Jews and Germans in Eastern Europe by Tobias Grill

Jews and Germans in Eastern Europe by Tobias Grill

Author:Tobias Grill [Grill, Tobias]
Language: eng
Format: epub
ISBN: 9783110489774
Barnesnoble:
Publisher: De Gruyter
Published: 2018-09-24T00:00:00+00:00


Minority Resistance against the Politics of Romanization

The state of siege, existing until 1928, made public criticism difficult for non-Romanians through censorship and assembly bans. Disputes over language was fiercest at the schools. Romanian schools advanced at the expense of schools for other ethnic groups.728 Further, the Ministry of Education ordered that Jews must send their children to Romanian schools. Jewish and German deputies alike protested against this order.
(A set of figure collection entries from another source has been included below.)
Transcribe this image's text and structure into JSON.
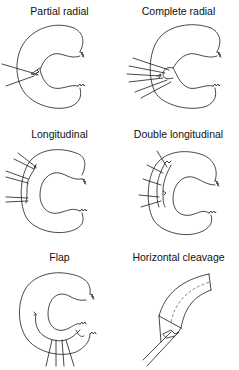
{
  "diagram": {
    "panels": [
      {
        "id": "partial-radial",
        "label": "Partial radial"
      },
      {
        "id": "complete-radial",
        "label": "Complete radial"
      },
      {
        "id": "longitudinal",
        "label": "Longitudinal"
      },
      {
        "id": "double-longitudinal",
        "label": "Double longitudinal"
      },
      {
        "id": "flap",
        "label": "Flap"
      },
      {
        "id": "horizontal-cleavage",
        "label": "Horizontal cleavage"
      }
    ],
    "colors": {
      "line": "#1a1a1a",
      "background": "#ffffff"
    }
  }
}
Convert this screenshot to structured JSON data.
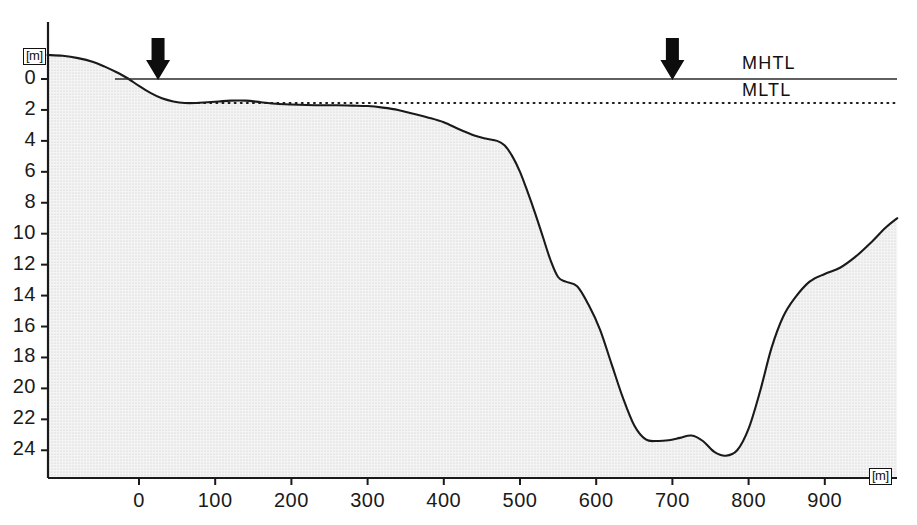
{
  "figure": {
    "background_color": "#ffffff",
    "line_color": "#1a1a1a",
    "fill_color": "#eeeeee",
    "unit_symbol": "[m]"
  },
  "axes": {
    "y_unit_label": "[m]",
    "x_unit_label": "[m]",
    "y_ticks": [
      0,
      2,
      4,
      6,
      8,
      10,
      12,
      14,
      16,
      18,
      20,
      22,
      24
    ],
    "y_tick_labels": [
      "0",
      "2",
      "4",
      "6",
      "8",
      "10",
      "12",
      "14",
      "16",
      "18",
      "20",
      "22",
      "24"
    ],
    "x_ticks": [
      0,
      100,
      200,
      300,
      400,
      500,
      600,
      700,
      800,
      900
    ],
    "x_tick_labels": [
      "0",
      "100",
      "200",
      "300",
      "400",
      "500",
      "600",
      "700",
      "800",
      "900"
    ]
  },
  "annotations": {
    "mhtl_label": "MHTL",
    "mltl_label": "MLTL",
    "arrow_markers": [
      {
        "name": "arrow-marker-left",
        "x": 25
      },
      {
        "name": "arrow-marker-right",
        "x": 700
      }
    ]
  },
  "chart_data": {
    "type": "area",
    "title": "",
    "subtitle": "",
    "xlabel": "[m]",
    "ylabel": "[m]",
    "xlim": [
      -120,
      995
    ],
    "ylim": [
      -2.0,
      25.8
    ],
    "y_axis_inverted": true,
    "grid": false,
    "legend_position": "inline-right",
    "annotations": [
      {
        "label": "MHTL",
        "type": "horizontal-line",
        "style": "solid",
        "y": 0.0,
        "x_start": -120,
        "x_end": 995
      },
      {
        "label": "MLTL",
        "type": "horizontal-line",
        "style": "dotted",
        "y": 1.55,
        "x_start": -120,
        "x_end": 995
      },
      {
        "label": "arrow",
        "type": "down-arrow",
        "x": 25,
        "y": -1.6
      },
      {
        "label": "arrow",
        "type": "down-arrow",
        "x": 700,
        "y": -1.6
      }
    ],
    "series": [
      {
        "name": "Seabed profile",
        "x": [
          -120,
          -100,
          -80,
          -60,
          -45,
          -30,
          -15,
          0,
          15,
          30,
          45,
          60,
          75,
          90,
          105,
          120,
          140,
          160,
          180,
          200,
          220,
          240,
          260,
          280,
          300,
          320,
          340,
          360,
          380,
          400,
          420,
          440,
          455,
          470,
          480,
          490,
          500,
          510,
          520,
          530,
          540,
          550,
          560,
          575,
          590,
          605,
          620,
          635,
          650,
          665,
          680,
          695,
          710,
          725,
          740,
          755,
          770,
          785,
          800,
          815,
          830,
          845,
          860,
          880,
          900,
          920,
          940,
          960,
          980,
          995
        ],
        "y": [
          -1.55,
          -1.5,
          -1.35,
          -1.1,
          -0.8,
          -0.45,
          -0.05,
          0.45,
          0.9,
          1.25,
          1.45,
          1.55,
          1.55,
          1.5,
          1.45,
          1.4,
          1.4,
          1.5,
          1.6,
          1.65,
          1.68,
          1.7,
          1.7,
          1.72,
          1.75,
          1.85,
          2.0,
          2.25,
          2.5,
          2.8,
          3.25,
          3.65,
          3.85,
          4.0,
          4.3,
          5.0,
          6.0,
          7.3,
          8.7,
          10.2,
          11.7,
          12.8,
          13.1,
          13.4,
          14.6,
          16.2,
          18.4,
          20.6,
          22.4,
          23.3,
          23.4,
          23.35,
          23.2,
          23.05,
          23.4,
          24.1,
          24.35,
          24.0,
          22.6,
          20.2,
          17.4,
          15.4,
          14.2,
          13.1,
          12.6,
          12.2,
          11.5,
          10.6,
          9.6,
          9.0
        ],
        "unit": "m depth"
      }
    ]
  }
}
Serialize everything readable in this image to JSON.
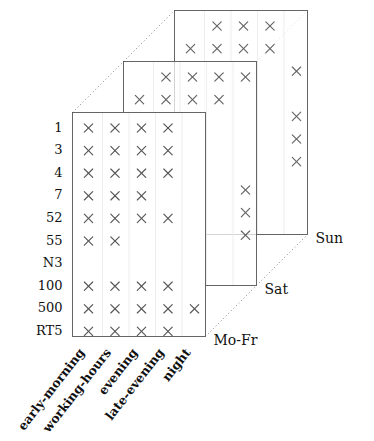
{
  "chart_data": {
    "type": "scatter",
    "title": "",
    "xlabel": "",
    "ylabel": "",
    "zlabel": "",
    "grid": false,
    "legend_position": "none",
    "categories": [
      "early-morning",
      "working-hours",
      "evening",
      "late-evening",
      "night"
    ],
    "rows": [
      "1",
      "3",
      "4",
      "7",
      "52",
      "55",
      "N3",
      "100",
      "500",
      "RT5"
    ],
    "depth_levels": [
      "Mo-Fr",
      "Sat",
      "Sun"
    ],
    "marker": "x",
    "marker_color": "#555555",
    "series": [
      {
        "name": "Mo-Fr",
        "points": [
          {
            "row": "1",
            "columns": [
              "early-morning",
              "working-hours",
              "evening",
              "late-evening"
            ]
          },
          {
            "row": "3",
            "columns": [
              "early-morning",
              "working-hours",
              "evening",
              "late-evening"
            ]
          },
          {
            "row": "4",
            "columns": [
              "early-morning",
              "working-hours",
              "evening",
              "late-evening"
            ]
          },
          {
            "row": "7",
            "columns": [
              "early-morning",
              "working-hours",
              "evening"
            ]
          },
          {
            "row": "52",
            "columns": [
              "early-morning",
              "working-hours",
              "evening",
              "late-evening"
            ]
          },
          {
            "row": "55",
            "columns": [
              "early-morning",
              "working-hours"
            ]
          },
          {
            "row": "N3",
            "columns": []
          },
          {
            "row": "100",
            "columns": [
              "early-morning",
              "working-hours",
              "evening",
              "late-evening"
            ]
          },
          {
            "row": "500",
            "columns": [
              "early-morning",
              "working-hours",
              "evening",
              "late-evening",
              "night"
            ]
          },
          {
            "row": "RT5",
            "columns": [
              "early-morning",
              "working-hours",
              "evening",
              "late-evening"
            ]
          }
        ]
      },
      {
        "name": "Sat",
        "points": [
          {
            "row": "1",
            "columns": [
              "working-hours",
              "evening",
              "late-evening",
              "night"
            ]
          },
          {
            "row": "3",
            "columns": [
              "early-morning",
              "working-hours",
              "evening",
              "late-evening"
            ]
          },
          {
            "row": "4",
            "columns": [
              "early-morning",
              "working-hours"
            ]
          },
          {
            "row": "7",
            "columns": [
              "early-morning",
              "working-hours"
            ]
          },
          {
            "row": "52",
            "columns": [
              "early-morning"
            ]
          },
          {
            "row": "55",
            "columns": [
              "early-morning",
              "working-hours",
              "night"
            ]
          },
          {
            "row": "N3",
            "columns": [
              "night"
            ]
          },
          {
            "row": "100",
            "columns": [
              "night"
            ]
          },
          {
            "row": "500",
            "columns": []
          },
          {
            "row": "RT5",
            "columns": [
              "early-morning",
              "working-hours"
            ]
          }
        ]
      },
      {
        "name": "Sun",
        "points": [
          {
            "row": "1",
            "columns": [
              "working-hours",
              "evening",
              "late-evening"
            ]
          },
          {
            "row": "3",
            "columns": [
              "early-morning",
              "working-hours",
              "evening",
              "late-evening"
            ]
          },
          {
            "row": "4",
            "columns": [
              "night"
            ]
          },
          {
            "row": "7",
            "columns": []
          },
          {
            "row": "52",
            "columns": [
              "night"
            ]
          },
          {
            "row": "55",
            "columns": [
              "night"
            ]
          },
          {
            "row": "N3",
            "columns": [
              "night"
            ]
          },
          {
            "row": "100",
            "columns": []
          },
          {
            "row": "500",
            "columns": []
          },
          {
            "row": "RT5",
            "columns": []
          }
        ]
      }
    ]
  },
  "axes": {
    "y_tick_labels": [
      "1",
      "3",
      "4",
      "7",
      "52",
      "55",
      "N3",
      "100",
      "500",
      "RT5"
    ],
    "x_tick_labels": [
      "early-morning",
      "working-hours",
      "evening",
      "late-evening",
      "night"
    ],
    "depth_tick_labels": [
      "Mo-Fr",
      "Sat",
      "Sun"
    ]
  }
}
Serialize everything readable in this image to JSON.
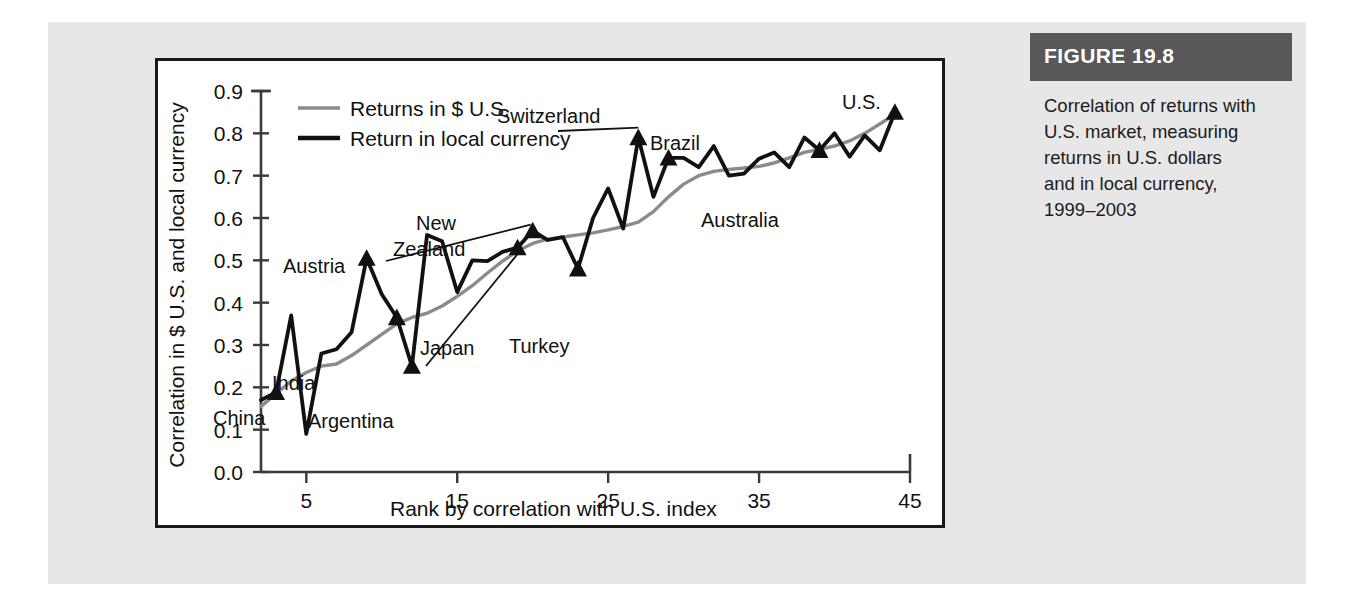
{
  "figure": {
    "header": "FIGURE 19.8",
    "caption_lines": [
      "Correlation of returns with",
      "U.S. market, measuring",
      "returns in U.S. dollars",
      "and in local currency,",
      "1999–2003"
    ]
  },
  "chart_data": {
    "type": "line",
    "title": "",
    "xlabel": "Rank by correlation with U.S. index",
    "ylabel": "Correlation in $ U.S. and local currency",
    "xlim": [
      2,
      45
    ],
    "ylim": [
      0.0,
      0.9
    ],
    "xticks": [
      5,
      15,
      25,
      35,
      45
    ],
    "yticks": [
      "0.0",
      "0.1",
      "0.2",
      "0.3",
      "0.4",
      "0.5",
      "0.6",
      "0.7",
      "0.8",
      "0.9"
    ],
    "grid": false,
    "legend_position": "top-left",
    "colors": {
      "usd": "#8b8b8b",
      "local": "#111111"
    },
    "x": [
      2,
      3,
      4,
      5,
      6,
      7,
      8,
      9,
      10,
      11,
      12,
      13,
      14,
      15,
      16,
      17,
      18,
      19,
      20,
      21,
      22,
      23,
      24,
      25,
      26,
      27,
      28,
      29,
      30,
      31,
      32,
      33,
      34,
      35,
      36,
      37,
      38,
      39,
      40,
      41,
      42,
      43,
      44
    ],
    "series": [
      {
        "name": "Returns in $ U.S.",
        "color": "#8b8b8b",
        "values": [
          0.155,
          0.185,
          0.215,
          0.235,
          0.25,
          0.255,
          0.275,
          0.3,
          0.325,
          0.35,
          0.365,
          0.375,
          0.392,
          0.415,
          0.44,
          0.47,
          0.498,
          0.522,
          0.54,
          0.55,
          0.555,
          0.56,
          0.565,
          0.572,
          0.58,
          0.59,
          0.615,
          0.65,
          0.68,
          0.7,
          0.71,
          0.715,
          0.718,
          0.722,
          0.73,
          0.742,
          0.755,
          0.762,
          0.77,
          0.782,
          0.8,
          0.822,
          0.845
        ]
      },
      {
        "name": "Return in local currency",
        "color": "#111111",
        "values": [
          0.17,
          0.188,
          0.37,
          0.09,
          0.28,
          0.29,
          0.33,
          0.505,
          0.42,
          0.365,
          0.25,
          0.56,
          0.545,
          0.425,
          0.5,
          0.498,
          0.52,
          0.53,
          0.57,
          0.548,
          0.555,
          0.48,
          0.6,
          0.67,
          0.575,
          0.79,
          0.65,
          0.742,
          0.742,
          0.72,
          0.77,
          0.7,
          0.705,
          0.74,
          0.755,
          0.72,
          0.79,
          0.76,
          0.8,
          0.745,
          0.795,
          0.76,
          0.85
        ]
      }
    ],
    "annotations": [
      {
        "label": "China",
        "x": 3,
        "y": 0.188,
        "marker": true
      },
      {
        "label": "Austria",
        "x": 9,
        "y": 0.505,
        "marker": true
      },
      {
        "label": "India",
        "x": 11,
        "y": 0.365,
        "marker": true
      },
      {
        "label": "Argentina",
        "x": 12,
        "y": 0.25,
        "marker": true
      },
      {
        "label": "New Zealand",
        "x": 20,
        "y": 0.57,
        "marker": true
      },
      {
        "label": "Japan",
        "x": 19,
        "y": 0.53,
        "marker": true
      },
      {
        "label": "Turkey",
        "x": 23,
        "y": 0.48,
        "marker": true
      },
      {
        "label": "Switzerland",
        "x": 27,
        "y": 0.79,
        "marker": true
      },
      {
        "label": "Brazil",
        "x": 29,
        "y": 0.742,
        "marker": true
      },
      {
        "label": "Australia",
        "x": 39,
        "y": 0.76,
        "marker": true
      },
      {
        "label": "U.S.",
        "x": 44,
        "y": 0.85,
        "marker": true
      }
    ],
    "annotation_text": {
      "china": "China",
      "austria": "Austria",
      "india": "India",
      "argentina": "Argentina",
      "new_zealand_1": "New",
      "new_zealand_2": "Zealand",
      "japan": "Japan",
      "turkey": "Turkey",
      "switzerland": "Switzerland",
      "brazil": "Brazil",
      "australia": "Australia",
      "us": "U.S."
    },
    "legend": [
      {
        "label": "Returns in $ U.S."
      },
      {
        "label": "Return in local currency"
      }
    ]
  }
}
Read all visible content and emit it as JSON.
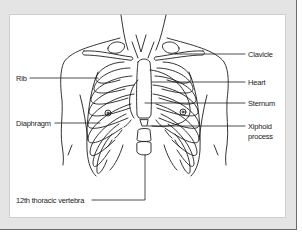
{
  "figure": {
    "labels": {
      "clavicle": "Clavicle",
      "rib": "Rib",
      "heart": "Heart",
      "sternum": "Sternum",
      "diaphragm": "Diaphragm",
      "xiphoid_line1": "Xiphoid",
      "xiphoid_line2": "process",
      "thoracic_vertebra": "12th thoracic vertebra"
    }
  },
  "colors": {
    "frame_background": "#e4e4e4",
    "panel_background": "#ffffff",
    "line_color": "#1e1e1e"
  }
}
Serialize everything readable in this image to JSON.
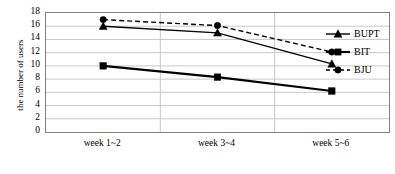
{
  "chart_data": {
    "type": "line",
    "title": "",
    "xlabel": "",
    "ylabel": "the number of users",
    "categories": [
      "week 1~2",
      "week 3~4",
      "week 5~6"
    ],
    "ylim": [
      0,
      18
    ],
    "y_ticks": [
      0,
      2,
      4,
      6,
      8,
      10,
      12,
      14,
      16,
      18
    ],
    "y_tick_labels": [
      "0",
      "2",
      "4",
      "6",
      "8",
      "10",
      "12",
      "14",
      "16",
      "18"
    ],
    "grid": "horizontal-and-vertical",
    "legend_position": "right",
    "series": [
      {
        "name": "BUPT",
        "marker": "triangle",
        "line_style": "solid",
        "color": "#000000",
        "values": [
          16,
          15,
          10.3
        ]
      },
      {
        "name": "BIT",
        "marker": "square",
        "line_style": "solid",
        "color": "#000000",
        "values": [
          10,
          8.3,
          6.2
        ]
      },
      {
        "name": "BJU",
        "marker": "circle",
        "line_style": "dashed",
        "color": "#000000",
        "values": [
          17,
          16.1,
          12.1
        ]
      }
    ]
  },
  "axes": {
    "y_title": "the number of users"
  },
  "legend": {
    "items": [
      {
        "label": "BUPT",
        "marker": "triangle-marker",
        "line_style": "solid"
      },
      {
        "label": "BIT",
        "marker": "square-marker",
        "line_style": "solid"
      },
      {
        "label": "BJU",
        "marker": "circle-marker",
        "line_style": "dashed"
      }
    ]
  },
  "colors": {
    "series": "#000000",
    "gridline": "#c8c8c8",
    "frame": "#808080",
    "background": "#ffffff"
  }
}
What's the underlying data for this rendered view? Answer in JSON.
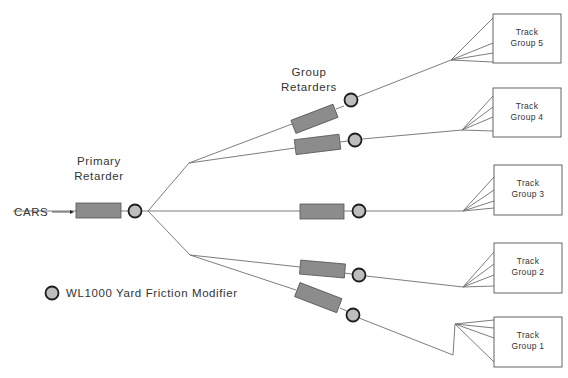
{
  "diagram": {
    "labels": {
      "cars": "CARS",
      "primary_retarder_line1": "Primary",
      "primary_retarder_line2": "Retarder",
      "group_retarders_line1": "Group",
      "group_retarders_line2": "Retarders"
    },
    "legend": {
      "symbol": "circle-gray",
      "label": "WL1000 Yard Friction Modifier"
    },
    "track_groups": [
      {
        "id": 5,
        "line1": "Track",
        "line2": "Group 5"
      },
      {
        "id": 4,
        "line1": "Track",
        "line2": "Group 4"
      },
      {
        "id": 3,
        "line1": "Track",
        "line2": "Group 3"
      },
      {
        "id": 2,
        "line1": "Track",
        "line2": "Group 2"
      },
      {
        "id": 1,
        "line1": "Track",
        "line2": "Group 1"
      }
    ],
    "colors": {
      "retarder_fill": "#8c8c8c",
      "friction_modifier_fill": "#bdbdbd",
      "line": "#6e6e6e",
      "text": "#333333"
    }
  }
}
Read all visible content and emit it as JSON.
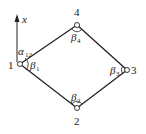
{
  "diagram": {
    "type": "traverse-polygon",
    "axis": {
      "label": "x",
      "direction": "north"
    },
    "stations": [
      {
        "id": "1",
        "label": "1"
      },
      {
        "id": "2",
        "label": "2"
      },
      {
        "id": "3",
        "label": "3"
      },
      {
        "id": "4",
        "label": "4"
      }
    ],
    "edges": [
      [
        "1",
        "4"
      ],
      [
        "4",
        "3"
      ],
      [
        "3",
        "2"
      ],
      [
        "2",
        "1"
      ]
    ],
    "angles": {
      "alpha12": {
        "symbol": "α",
        "sub": "12"
      },
      "beta1": {
        "symbol": "β",
        "sub": "1"
      },
      "beta2": {
        "symbol": "β",
        "sub": "2"
      },
      "beta3": {
        "symbol": "β",
        "sub": "3"
      },
      "beta4": {
        "symbol": "β",
        "sub": "4"
      }
    },
    "colors": {
      "line": "#222222",
      "background": "#ffffff"
    }
  }
}
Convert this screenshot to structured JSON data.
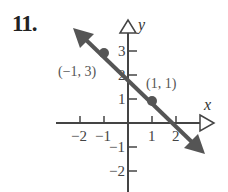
{
  "problem": {
    "number": "11."
  },
  "axes": {
    "x_label": "x",
    "y_label": "y"
  },
  "points": [
    {
      "label": "(−1, 3)",
      "x": -1,
      "y": 3
    },
    {
      "label": "(1, 1)",
      "x": 1,
      "y": 1
    }
  ],
  "x_ticks": [
    {
      "value": -2,
      "label": "−2"
    },
    {
      "value": -1,
      "label": "−1"
    },
    {
      "value": 1,
      "label": "1"
    },
    {
      "value": 2,
      "label": "2"
    }
  ],
  "y_ticks": [
    {
      "value": 3,
      "label": "3"
    },
    {
      "value": 2,
      "label": "2"
    },
    {
      "value": 1,
      "label": "1"
    },
    {
      "value": -1,
      "label": "−1"
    },
    {
      "value": -2,
      "label": "−2"
    }
  ],
  "colors": {
    "line": "#555555",
    "axis": "#444444",
    "point": "#555555"
  },
  "chart_data": {
    "type": "line",
    "title": "11.",
    "xlabel": "x",
    "ylabel": "y",
    "xlim": [
      -3,
      3
    ],
    "ylim": [
      -3,
      4
    ],
    "grid": false,
    "series": [
      {
        "name": "line through (-1,3) and (1,1)",
        "x": [
          -1,
          1
        ],
        "y": [
          3,
          1
        ],
        "equation": "y = -x + 2"
      }
    ],
    "annotations": [
      "(−1, 3)",
      "(1, 1)"
    ]
  }
}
The majority of Jews in the Bukovina spoke Yiddish or German in the household, and did not want to subject their children to another language in primary school. The German deputy Alfred Kohlruß demanded that the autonomy of education, which had been guaranteed in 1918, be maintained. The prescriptions were only changed marginally. All teachers had to pass a test in the Romanian language, and were removed from civil service if their knowledge was deemed insufficient. The Jews reacted robustly, when, in December 1925, the minister of education prescribed the Romanian language for private schools as well. Salo Weisselberger, from Czernowitz, criticized the decree in the Senate, the Upper Chamber of the parliament.729 Jews from Romania also lodged complaints to the Alliance Israélite Universelle in Paris, which forwarded their protest to the League of Nations.730

As of 1926, external examiners were brought to conduct final examination tests in secondary state schools. These external examiners failed large numbers of high school students based on poor knowledge of Romanian. When disappointed Jewish pupils took a nationalist Romanian examiner to task, they were arrested. At the court proceedings, a Romanian right-wing extremist shot a defendant student in front of the court-house. In addition to Jews, there were also Germans in solidarity at the victim’s funeral. Jewish, German and Ukrainian deputies protested together against the measures of Romanization, citing their contribution to the escalation of ethnic violence. However, these protests were shouted down by nationalist Romanians in parliament. When the Jewish deputy Manfred Reifer was assaulted, his Ukrainian colleague from the Bukovina, and some social democrats, protected him. Jews and Germans were particularly appalled by the Minister of Interior, Octavian Goga, who called the shooting of the Jewish high-school student “a defense of Romanian honor.” The murderer was subsequently cleared by a jury in court.731

The social democrats in the Bukovina were an important link between the five ethnicities their members were recruited from. They were influential until October 1920, when the government violently crushed a general strike. However, there was always a social democrat elected to parliament in Czernowitz. Jakob Pistiner, from the General Jewish Labour Union (Jüdischer Arbeiterbund), advocated, together with the deputy of the German conservatives Alois Lebouton, separate schools for all ethnicities.732 In the Haus Morgenrojt, the social democrats established, with financial support from the US, professional courses in Yiddish.733

Given the policy of forced Romanization of all governments in Romania until 1928, representatives of non-Romanians were compelled to form a united front against this policy. After every initiative to improve their standing in parliament was thwarted, the Jewish deputies turned to the League of Nations in 1925.